Miami-born, Buenos Aires-bred, New York-based Rock & Blues composer Alejandro Meola recently released his new EP, First Impressions, and he’s performing live shows on the east coast this fall in support with his band Robinsones. The first gig is at Piano’s in NYC on Thursday, September 3 – more music and more shows are currently in the works! (Stay in touch and up-to-date via social media.)
“I could have called it ‘First Impressions of New York’ easily…. It’s essentially the musical expression of this inner revolution I’ve experienced in the past couple of years since I first moved to New York from Buenos Aires. The people, the streets, the language, the bars, the food, the fashion, they are all imprinted in these new songs. Not mentioned once literarily in the lyrics but in the sound. The sound is different. And by different, I mean new,” says the Latin troubadour.
Meola filed two singles in the US in 2014 (“Please” and “Black Feathered Angels”). He’s been making music between South and North America since 2007. That includes 2 LPs and 2 EPs before debuting in the US last year.
First Impressions is an eclectic 25-minute rock ‘n’ roll voyage divided in five episodes of super songwriting, arrangement and production, courtesy of Meola, Francisco Botero’s engineering for Studio G Greenpoint and Steve Fallone’s mastering for Sterling Sound … and then there’s his band, Robinsones.
Robinsones; named after a passage from the book “El Eternauta” by Hector Oesterheld, is a slang Castilian reference to Robinson Crusoe.

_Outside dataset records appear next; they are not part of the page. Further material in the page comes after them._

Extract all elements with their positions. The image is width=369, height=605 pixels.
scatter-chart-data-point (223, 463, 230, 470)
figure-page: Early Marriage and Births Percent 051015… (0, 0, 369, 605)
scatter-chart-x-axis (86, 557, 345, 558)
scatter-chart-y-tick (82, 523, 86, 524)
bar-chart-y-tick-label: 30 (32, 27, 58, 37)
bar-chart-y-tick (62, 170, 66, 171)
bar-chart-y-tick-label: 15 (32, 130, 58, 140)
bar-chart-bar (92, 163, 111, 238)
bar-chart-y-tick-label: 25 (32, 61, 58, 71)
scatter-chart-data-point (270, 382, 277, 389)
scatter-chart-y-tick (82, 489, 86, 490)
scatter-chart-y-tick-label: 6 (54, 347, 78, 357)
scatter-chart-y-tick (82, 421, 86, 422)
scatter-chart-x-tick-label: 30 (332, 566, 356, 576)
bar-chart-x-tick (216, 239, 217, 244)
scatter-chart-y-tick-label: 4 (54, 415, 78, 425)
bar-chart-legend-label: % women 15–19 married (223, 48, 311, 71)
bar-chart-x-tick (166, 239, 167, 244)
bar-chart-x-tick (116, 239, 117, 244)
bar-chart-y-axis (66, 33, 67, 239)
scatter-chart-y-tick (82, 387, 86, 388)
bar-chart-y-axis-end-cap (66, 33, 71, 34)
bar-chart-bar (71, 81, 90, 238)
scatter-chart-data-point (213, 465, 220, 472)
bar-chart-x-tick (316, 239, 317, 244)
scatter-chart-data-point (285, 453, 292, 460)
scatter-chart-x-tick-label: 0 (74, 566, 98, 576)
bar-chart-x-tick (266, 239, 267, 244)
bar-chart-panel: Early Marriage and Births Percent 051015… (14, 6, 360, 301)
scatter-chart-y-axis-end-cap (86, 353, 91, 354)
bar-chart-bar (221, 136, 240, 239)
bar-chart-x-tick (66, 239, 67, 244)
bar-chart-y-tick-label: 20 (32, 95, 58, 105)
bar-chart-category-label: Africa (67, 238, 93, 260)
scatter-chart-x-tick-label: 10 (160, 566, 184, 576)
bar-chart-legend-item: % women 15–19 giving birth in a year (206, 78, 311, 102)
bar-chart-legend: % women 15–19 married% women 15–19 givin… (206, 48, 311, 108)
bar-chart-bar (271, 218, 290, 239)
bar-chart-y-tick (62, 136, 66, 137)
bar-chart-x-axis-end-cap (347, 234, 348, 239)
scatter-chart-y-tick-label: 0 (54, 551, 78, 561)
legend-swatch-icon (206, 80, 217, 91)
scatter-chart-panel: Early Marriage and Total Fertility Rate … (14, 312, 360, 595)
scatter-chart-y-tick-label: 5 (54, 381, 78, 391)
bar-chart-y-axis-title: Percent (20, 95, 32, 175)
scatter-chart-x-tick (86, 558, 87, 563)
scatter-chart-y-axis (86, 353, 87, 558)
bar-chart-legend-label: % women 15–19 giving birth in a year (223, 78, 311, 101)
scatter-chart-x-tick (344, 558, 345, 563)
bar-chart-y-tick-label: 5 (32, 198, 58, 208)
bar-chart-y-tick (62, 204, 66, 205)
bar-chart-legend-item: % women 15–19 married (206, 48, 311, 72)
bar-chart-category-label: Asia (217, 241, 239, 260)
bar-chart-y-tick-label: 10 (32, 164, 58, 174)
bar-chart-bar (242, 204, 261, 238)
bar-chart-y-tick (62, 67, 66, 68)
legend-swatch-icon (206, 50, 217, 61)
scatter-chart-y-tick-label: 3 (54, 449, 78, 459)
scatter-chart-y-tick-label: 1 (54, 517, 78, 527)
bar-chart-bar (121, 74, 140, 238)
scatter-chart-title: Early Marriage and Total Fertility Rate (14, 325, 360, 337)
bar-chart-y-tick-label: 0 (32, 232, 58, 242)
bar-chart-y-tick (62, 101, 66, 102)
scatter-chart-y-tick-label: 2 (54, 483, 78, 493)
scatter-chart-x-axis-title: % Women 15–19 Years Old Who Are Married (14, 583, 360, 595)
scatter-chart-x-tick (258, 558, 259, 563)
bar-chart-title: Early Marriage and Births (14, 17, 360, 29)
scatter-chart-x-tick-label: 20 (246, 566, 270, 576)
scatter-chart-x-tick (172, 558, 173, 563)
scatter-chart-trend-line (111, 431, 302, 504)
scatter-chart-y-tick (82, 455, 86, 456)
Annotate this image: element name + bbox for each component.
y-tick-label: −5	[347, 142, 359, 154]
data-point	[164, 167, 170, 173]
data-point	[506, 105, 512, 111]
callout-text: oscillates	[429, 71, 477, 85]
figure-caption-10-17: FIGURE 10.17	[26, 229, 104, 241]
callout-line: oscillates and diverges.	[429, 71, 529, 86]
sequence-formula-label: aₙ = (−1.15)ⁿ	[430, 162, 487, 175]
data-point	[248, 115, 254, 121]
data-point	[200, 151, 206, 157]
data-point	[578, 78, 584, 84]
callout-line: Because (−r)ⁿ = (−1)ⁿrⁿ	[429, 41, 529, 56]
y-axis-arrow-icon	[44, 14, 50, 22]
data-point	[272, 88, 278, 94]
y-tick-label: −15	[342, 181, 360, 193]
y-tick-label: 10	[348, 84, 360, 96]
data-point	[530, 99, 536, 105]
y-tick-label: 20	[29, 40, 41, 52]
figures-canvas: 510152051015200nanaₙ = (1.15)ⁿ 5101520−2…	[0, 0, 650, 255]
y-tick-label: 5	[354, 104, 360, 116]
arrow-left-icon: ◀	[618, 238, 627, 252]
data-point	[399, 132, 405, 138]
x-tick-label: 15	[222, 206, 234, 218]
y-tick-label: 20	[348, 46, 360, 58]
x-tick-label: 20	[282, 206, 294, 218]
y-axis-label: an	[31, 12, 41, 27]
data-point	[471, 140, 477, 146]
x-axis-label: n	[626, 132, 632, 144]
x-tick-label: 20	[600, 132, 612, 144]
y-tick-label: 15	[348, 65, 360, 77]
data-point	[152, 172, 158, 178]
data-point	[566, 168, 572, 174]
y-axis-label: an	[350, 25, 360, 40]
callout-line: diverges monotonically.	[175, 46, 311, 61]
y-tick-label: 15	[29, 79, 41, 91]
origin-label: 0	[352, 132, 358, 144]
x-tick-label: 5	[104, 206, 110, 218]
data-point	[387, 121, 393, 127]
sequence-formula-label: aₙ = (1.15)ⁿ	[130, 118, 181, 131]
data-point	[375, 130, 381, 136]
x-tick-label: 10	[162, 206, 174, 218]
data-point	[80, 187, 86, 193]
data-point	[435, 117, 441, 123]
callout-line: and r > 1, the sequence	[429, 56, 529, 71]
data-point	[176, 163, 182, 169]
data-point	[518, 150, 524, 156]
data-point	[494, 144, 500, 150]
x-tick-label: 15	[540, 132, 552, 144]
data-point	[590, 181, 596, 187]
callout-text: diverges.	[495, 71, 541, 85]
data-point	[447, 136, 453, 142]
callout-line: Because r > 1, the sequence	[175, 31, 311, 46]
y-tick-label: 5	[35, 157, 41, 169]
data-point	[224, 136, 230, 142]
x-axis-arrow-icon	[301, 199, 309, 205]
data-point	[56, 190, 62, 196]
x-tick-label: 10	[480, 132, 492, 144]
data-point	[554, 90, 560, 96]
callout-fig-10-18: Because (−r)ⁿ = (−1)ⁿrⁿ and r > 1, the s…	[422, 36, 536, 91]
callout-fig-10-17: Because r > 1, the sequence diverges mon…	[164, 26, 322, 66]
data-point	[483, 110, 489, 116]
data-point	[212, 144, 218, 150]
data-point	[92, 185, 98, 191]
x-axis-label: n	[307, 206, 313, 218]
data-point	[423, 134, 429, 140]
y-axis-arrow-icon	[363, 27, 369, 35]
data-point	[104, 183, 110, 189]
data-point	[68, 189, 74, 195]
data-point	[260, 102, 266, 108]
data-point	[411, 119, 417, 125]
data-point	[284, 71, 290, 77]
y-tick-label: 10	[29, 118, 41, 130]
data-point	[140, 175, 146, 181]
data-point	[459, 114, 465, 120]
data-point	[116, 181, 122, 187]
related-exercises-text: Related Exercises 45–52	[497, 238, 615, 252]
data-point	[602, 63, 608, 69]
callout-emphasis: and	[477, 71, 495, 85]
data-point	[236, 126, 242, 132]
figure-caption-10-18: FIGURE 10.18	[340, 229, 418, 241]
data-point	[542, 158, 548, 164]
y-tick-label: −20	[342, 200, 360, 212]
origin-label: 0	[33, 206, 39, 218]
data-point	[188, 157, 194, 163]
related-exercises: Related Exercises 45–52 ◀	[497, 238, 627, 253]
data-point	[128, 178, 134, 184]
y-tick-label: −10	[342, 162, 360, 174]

“As much as I enjoy and respect the acoustic singer-songwriter format, since my very early recordings in Buenos Aires, there’s always been a full electric band involved. The decision of putting a name to it has to do with recognizing that fact and somehow institutionalizing it. It’s a family. It’s a musical carousel of current, past and future musicians that with skills and talent contribute directly to the resulting sound of this project.…. and Robinsones is never preceded by “the.” It’s Robinsones alone. Preceded by ‘and’ Robinsones never ‘the’ haha!,” Meola concludes.